It’s coming up roses for Call of Duty Black Ops, to hear most people tell it the morning of its release. Activision’s newest first-person arsenal of ballistic bloodletting launched at midnight, ostensibly assuaging tens of thousands of franchise devotees who’d pre-ordered the game. GameStop alone held some 4,408 stores open. Three of those near me, in a modestly populated city, tallied more than 1,000 copies reserved.
“The story is the best I’ve ever seen from a Call of Duty game,” declares IGN. “Couple both of those substantial offerings with more Zombie content than some full-fledged zombie games and Black Ops is certainly worth your time, even if you aren’t already a fan of the series.”
“To put it simply, Call Of Duty: Black Ops is superb,” says Telegraph. “The experience of playing the game, thanks to the modified World At War engine, is comparable to the best in what the franchise has had to offer up until now.”
“As a reviewer, I try hard to avoid hyperbole, but it’s difficult not to call Black Ops the ‘best Call of Duty ever’ simply because it’s the ultimate refinement of the franchise formula,” claims GamePro, citing an “interesting single-player narrative” and praising “a multiplayer component brimming over with content.”
“I admit I had my doubts about Black Ops,” writes Game Chronicles. “It seemed that Modern Warfare 2 was going to be impossible to top, but Treyarch has come in and trounced that game in every possible way.”
Treyarch’s probably doing backflips and lutzes to hear sentiments like “best” and “trounced” used respectively in sentences alongside “Black Ops” and “prior games in the series.” We’re talking about a developer that badly loused up Call of Duty 3, and who–before Call of Duty 5 somewhat rehabilitated their reputation–you probably knew best for all those thoroughly inconsistent Spiderman games (though older gamers may remember Treyarch for their better Tony Hawk Dreamcast freestylers).
It’s also interesting to see such strong positive reaction in light of all the ignominy surrounding Infinity Ward, Activision, and Treyarch recently. Remember the nastiness that spilled out when Infinity Ward public relations flak Robert Taylor Bowling took aim at Activision producer Noah Heller for subtly sniping Infinity Ward around Call of Duty 5’s debut? And who could forget the legal melodrama that erupted (and is, in fact, still erupting) when Activision fired Infinity Ward bigwigs Jason West and Vincent Zampella for allegedly breaching contract and cozying up to another studio on the sly?
Of course popular franchises have saturation points, and The Guardian waxes philosophic when it calls Black Ops “quite probably…the pinnacle of the linear military shooter experience,” while wondering presciently “where the sub-genre can go from here.”
“Treyarch’s game is exhilarating and beautifully orchestrated, but it feels like a full-stop, it needs to be a full-stop, because toward the end of the campaign, bombardment fatigue begins to set in,” opines the reviewer. “As CoD players we have travelled the world, killing people, following orders, hunting down madmen … many of us have had enough. Call of Duty should go out on a high, or at least come back totally re-invented.”
I’m down with that–look at what Square Enix’s done with the Final Fantasy series over the years–but also pessimistic enough to doubt whether reinvention and the kind of franchise mega-sales Call of Duty currently taps for a corporation the size of Activision could ever go hand in hand.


Assigned task
Return the data exactly, with all pictures removed.

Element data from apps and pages
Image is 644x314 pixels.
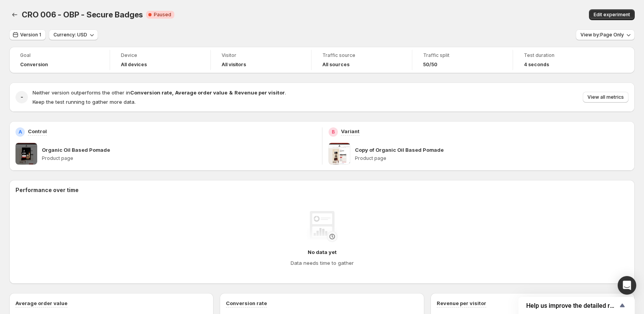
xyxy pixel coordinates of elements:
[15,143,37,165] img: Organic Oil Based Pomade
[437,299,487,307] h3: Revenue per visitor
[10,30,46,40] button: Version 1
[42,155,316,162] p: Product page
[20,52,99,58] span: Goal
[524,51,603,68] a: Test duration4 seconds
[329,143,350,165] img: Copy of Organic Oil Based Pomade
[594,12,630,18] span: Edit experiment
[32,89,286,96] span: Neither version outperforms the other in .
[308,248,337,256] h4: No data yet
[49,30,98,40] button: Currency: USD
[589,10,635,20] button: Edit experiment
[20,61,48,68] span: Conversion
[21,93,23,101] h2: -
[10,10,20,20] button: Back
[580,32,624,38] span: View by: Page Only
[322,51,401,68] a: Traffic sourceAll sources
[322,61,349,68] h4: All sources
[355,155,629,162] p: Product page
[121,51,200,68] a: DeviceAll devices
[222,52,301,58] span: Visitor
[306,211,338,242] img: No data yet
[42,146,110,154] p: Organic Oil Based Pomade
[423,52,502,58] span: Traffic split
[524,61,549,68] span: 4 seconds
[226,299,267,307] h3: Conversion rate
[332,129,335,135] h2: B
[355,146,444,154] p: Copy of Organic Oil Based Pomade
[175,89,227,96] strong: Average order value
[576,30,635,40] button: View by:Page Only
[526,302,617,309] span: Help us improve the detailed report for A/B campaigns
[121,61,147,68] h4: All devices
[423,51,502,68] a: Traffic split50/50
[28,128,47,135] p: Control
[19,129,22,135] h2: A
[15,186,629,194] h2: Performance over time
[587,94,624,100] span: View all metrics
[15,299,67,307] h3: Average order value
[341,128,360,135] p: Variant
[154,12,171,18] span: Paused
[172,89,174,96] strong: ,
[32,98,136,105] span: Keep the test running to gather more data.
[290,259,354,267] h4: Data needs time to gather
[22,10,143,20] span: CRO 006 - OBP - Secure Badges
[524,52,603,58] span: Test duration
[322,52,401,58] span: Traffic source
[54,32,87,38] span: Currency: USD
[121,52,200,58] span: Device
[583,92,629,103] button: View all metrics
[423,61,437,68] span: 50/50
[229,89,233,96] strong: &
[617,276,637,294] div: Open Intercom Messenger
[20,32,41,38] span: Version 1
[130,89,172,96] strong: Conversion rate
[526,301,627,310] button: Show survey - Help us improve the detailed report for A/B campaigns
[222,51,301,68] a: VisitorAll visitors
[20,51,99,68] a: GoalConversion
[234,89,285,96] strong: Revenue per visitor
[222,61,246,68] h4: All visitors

Answer to this problem
Image is 644x314 pixels.
xyxy pixel coordinates of elements:
[15,143,37,165] img: Organic Oil Based Pomade
[437,299,487,307] h3: Revenue per visitor
[10,30,46,40] button: Version 1
[42,155,316,162] p: Product page
[20,52,99,58] span: Goal
[524,51,603,68] a: Test duration4 seconds
[329,143,350,165] img: Copy of Organic Oil Based Pomade
[594,12,630,18] span: Edit experiment
[32,89,286,96] span: Neither version outperforms the other in .
[308,248,337,256] h4: No data yet
[49,30,98,40] button: Currency: USD
[589,10,635,20] button: Edit experiment
[20,61,48,68] span: Conversion
[21,93,23,101] h2: -
[10,10,20,20] button: Back
[580,32,624,38] span: View by: Page Only
[322,51,401,68] a: Traffic sourceAll sources
[322,61,349,68] h4: All sources
[355,155,629,162] p: Product page
[121,51,200,68] a: DeviceAll devices
[222,52,301,58] span: Visitor
[306,211,338,242] img: No data yet
[42,146,110,154] p: Organic Oil Based Pomade
[423,52,502,58] span: Traffic split
[524,61,549,68] span: 4 seconds
[226,299,267,307] h3: Conversion rate
[332,129,335,135] h2: B
[355,146,444,154] p: Copy of Organic Oil Based Pomade
[175,89,227,96] strong: Average order value
[576,30,635,40] button: View by:Page Only
[526,302,617,309] span: Help us improve the detailed report for A/B campaigns
[121,61,147,68] h4: All devices
[423,51,502,68] a: Traffic split50/50
[28,128,47,135] p: Control
[19,129,22,135] h2: A
[15,186,629,194] h2: Performance over time
[587,94,624,100] span: View all metrics
[15,299,67,307] h3: Average order value
[341,128,360,135] p: Variant
[154,12,171,18] span: Paused
[172,89,174,96] strong: ,
[32,98,136,105] span: Keep the test running to gather more data.
[290,259,354,267] h4: Data needs time to gather
[22,10,143,20] span: CRO 006 - OBP - Secure Badges
[524,52,603,58] span: Test duration
[322,52,401,58] span: Traffic source
[54,32,87,38] span: Currency: USD
[121,52,200,58] span: Device
[583,92,629,103] button: View all metrics
[423,61,437,68] span: 50/50
[229,89,233,96] strong: &
[617,276,637,294] div: Open Intercom Messenger
[20,32,41,38] span: Version 1
[130,89,172,96] strong: Conversion rate
[526,301,627,310] button: Show survey - Help us improve the detailed report for A/B campaigns
[222,51,301,68] a: VisitorAll visitors
[20,51,99,68] a: GoalConversion
[234,89,285,96] strong: Revenue per visitor
[222,61,246,68] h4: All visitors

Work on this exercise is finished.